Well, we didn’t have to wait too much longer. Desmond Child eventually developed into a well-known songwriter, but his band took the plunge almost immediately. The Police, on the other hand, attacked America with a vengeance. The band’s work ethic was astonishing. Like they did in England, they toured the States in a van, with their soundman serving as their chief (and only) roadie. “Roxanne” went on to become one of America’s first alternative hits, and each subsequent release got more attention than its predecessor.

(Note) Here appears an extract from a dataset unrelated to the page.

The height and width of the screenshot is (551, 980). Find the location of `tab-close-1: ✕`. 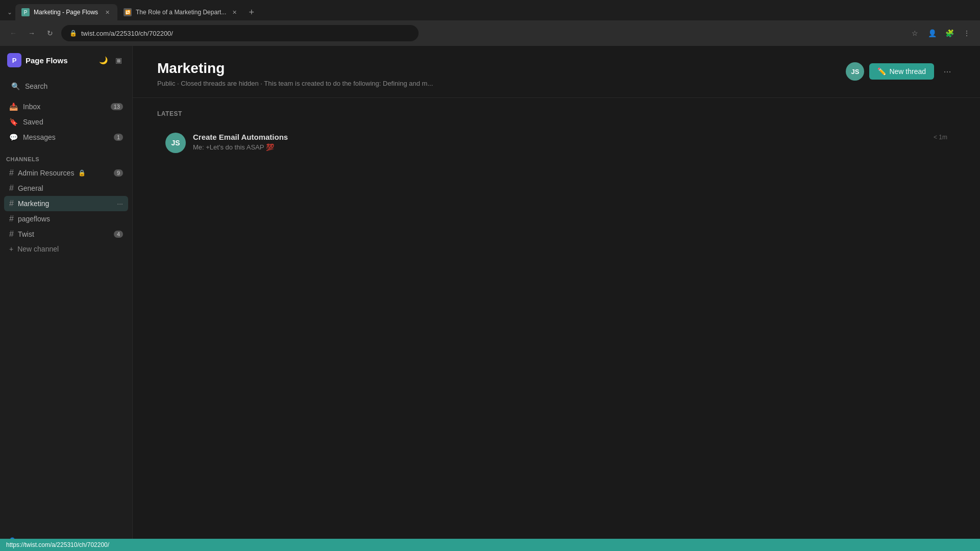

By the time of their fourth album, Ghost in the Machine, the Police were international superstars. Unfortunately, the price of experience was a heavy load to bear. During their previous tour of four continents, including stops in areas of the globe that were isolated from Western pop culture, Sting, Summers, and Copeland saw poverty and destitution like they had never seen. Starvation was no longer a concept, but a reality, and their fourth album reflects the knowledge that so many people live with this pain on a daily basis. Sting began to express universal concerns in his lyrics, asking the Western world to employ its might to help. While the Police’s previous records had been sparse and limber, Ghost in the Machine became a lumbering behemoth. In conjunction with producer Hugh Padgham, the band layered an excess of synthesized keyboards on the album, along with countless overdubs, blanketing the already weighty subject matter in a web of bombastic production. With the best of intentions, the Police became bogged down by the weight of the world.
“Every Little Thing She Does Is Magic” sounds almost magical among the dour surroundings of Ghost in the Machine. It captures the Police doing what they do best by combining a simple, upbeat love song with intelligent lyrics, a great melody, and typically fantastic ensemble playing. What other band of the mid-‘80s was lithe enough to float above the dense production of this song and make it sound easy? Who else could have presented a pop song that so seamlessly shares familiar and foreign influences? The simple escapism of the single was perfect for the post-progressive pop scene of the blossoming ‘80s. Balancing lighthearted whimsy with the personal/political concerns that are expressed in the song’s companion album, the Police were confident in knowing that they enjoyed the best of both worlds.